For years Verizon Wireless has charged some of the highest prices in the wireless industry because it could. But those days may finally be coming to an end as the company admits it is seeing an increase in customer disconnects, and the company announced it will spend more on subscriber promotions to win back old customers and attract new ones.
Verizon Wireless executives have repeatedly stressed they can charge ‘Cadillac prices on a Cadillac network’ that has traditionally outperformed the competition in coverage, 4G data, and customer service. But customers may be telling the carrier “enough as enough” as a growing number are attracted to offers of dramatically lower pricing from Sprint and T-Mobile.
In a statement issued to shareholders, Verizon Wireless reports it is not on track to have a completely Merry Christmas:
As the company is accelerating the upgrades of high-quality customers to 4G, total retail postpaid disconnects are trending higher both sequentially and year over year in this highly competitive and promotion-filled fourth quarter.
The company expects that the fourth-quarter impacts of its promotional offers, together with the strong customer volumes this quarter, will put short-term pressure on its wireless segment EBITDA and EBITDA service margin (non-GAAP, based on earnings before interest, taxes, depreciation and amortization) as well as its consolidated EBITDA margin (non-GAAP) and earnings per share.
Despite the growing number of customers leaving Verizon for more affordable alternatives, those remaining are willing to pay even higher prices upgrading to the latest smartphones and tablets equipped to take advantage of Verizon’s 4G LTE network. Customers are gradually moving away basic cell phones and towards smartphones and tablets.
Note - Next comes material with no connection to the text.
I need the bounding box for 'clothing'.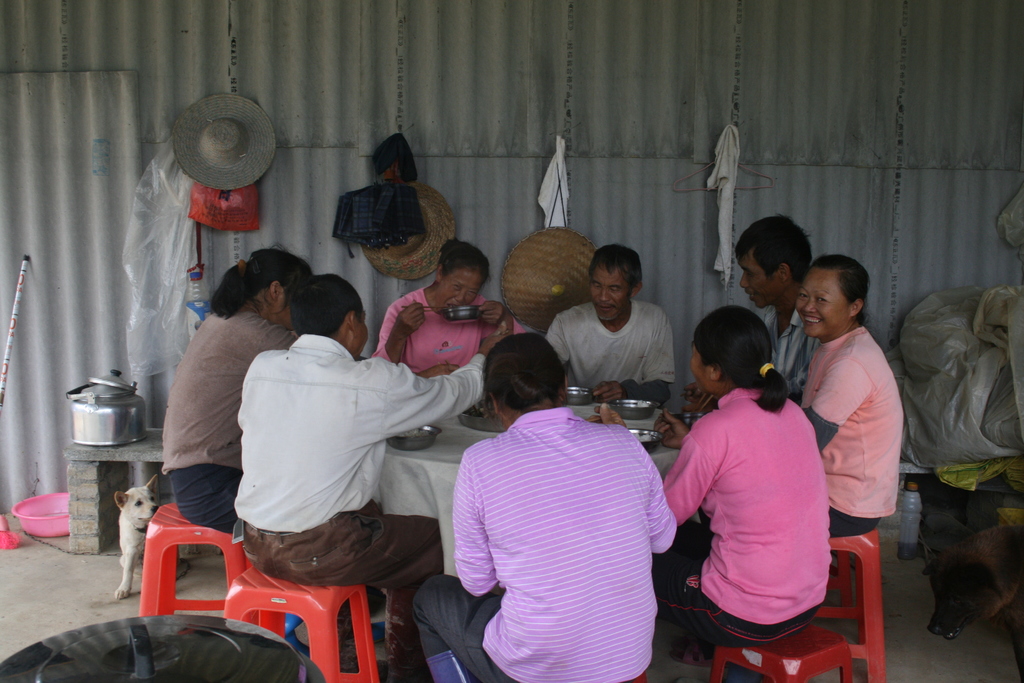
Here it is: x1=774 y1=308 x2=829 y2=390.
Customers are also increasingly willing to abandon the upgrade subsidy in favor of early upgrades and device payment plans. Verizon reports almost one-quarter of customers are now enrolled in its Verizon Edge smartphone program, which budgets the cost of a new phone in installments charged to a cell phone bill. Just three months ago, Verizon had only enrolled 12% of its customers in the upgrade program.
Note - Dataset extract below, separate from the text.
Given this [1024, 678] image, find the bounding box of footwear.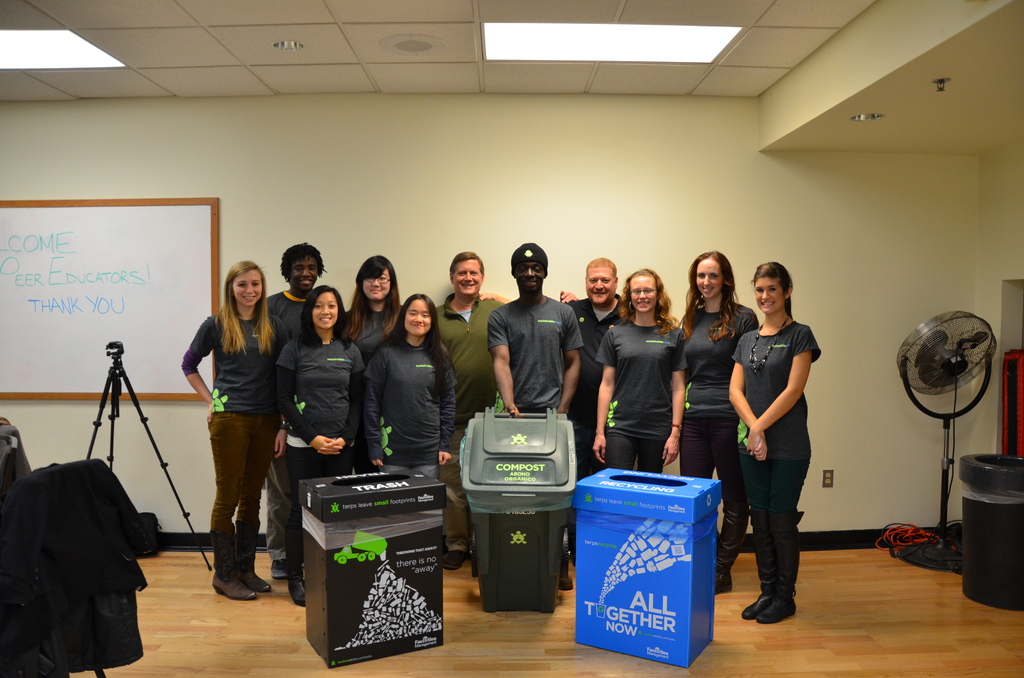
Rect(761, 506, 803, 627).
Can’t wait to see them offer Unlimited Data with no throttling to compete with Tmobile (would need to be no contract of course like it should be). The reason everybody is switching isn’t just cost its to escape the capped data plans which are greatly overpriced. They still dont get it obviously. Hopefully falling profits will make them embrace Unlimited (the way it should be). Time to get a petition going to get rid of bandwidth caps and throttling.